Sudan's central bank will start printing 100 pound bank notes for the first time to ease a liquidity crisis exacerbated by rampant inflation, state news agency SUNA said on Sunday.

Sudan's economy has been struggling since the south of the sprawling northeast African country seceded in 2011, taking with it three-quarters of oil output and depriving Khartoum of a crucial source of foreign currency.

In recent months local currency liquidity at commercial banks has dried up, with long queues outside of banks and daily withdrawal limits falling to as low as 500 Sudanese pounds ($17.06) in some places.

The previous largest banknote in Sudan was 50 pounds.

‘Printing the 100-pound banknote is a step in the right direction, because the high inflation rate has dropped the value of the 50-pound banknote,’ Abdullah al-Ramadi, a Sudanese economist, said.

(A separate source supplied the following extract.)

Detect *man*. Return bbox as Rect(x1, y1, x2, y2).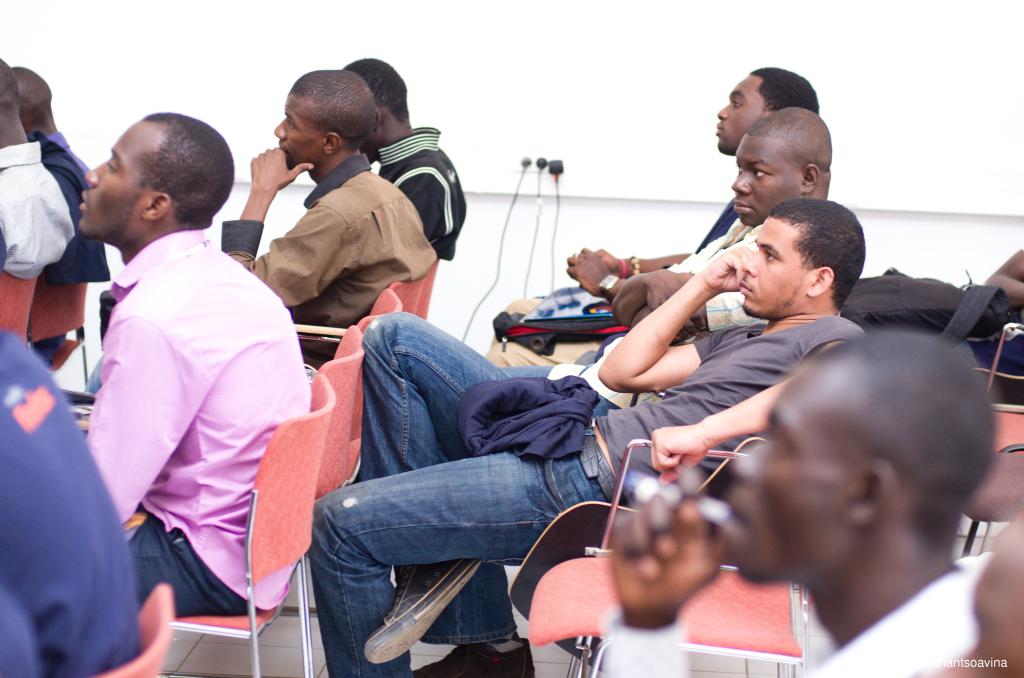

The decision ‘will help solve the liquidity shortage that harmed the Sudanese economy and the central bank has to increase the money supply to overcome the liquidity crisis,’ al-Ramadi added.

Restrictions on how much cash is available to commercial banks are among measures aimed at curbing rampant inflation and addressing an economic crisis that could derail President Omar al-Bashir's plan to extend his nearly three decades in power.

Early in September, 11 months after the United States lifted 20-year-old trade sanctions, Bashir dissolved his government, citing Sudan's ‘state of distress and frustration’, and slashed a third of ministries to cut costs.

At over 60 percent, Sudan's inflation rate is among the world's highest, while its currency buys fewer than half as many dollars on the black market -- which has effectively replaced the formal banking system -- as it did a year ago.

Sudan's central bank has devalued its pegged currency from 6.7 to about 29 pounds per dollar in the last year, but the black market rate is still lower, at about 45 pounds on Sunday.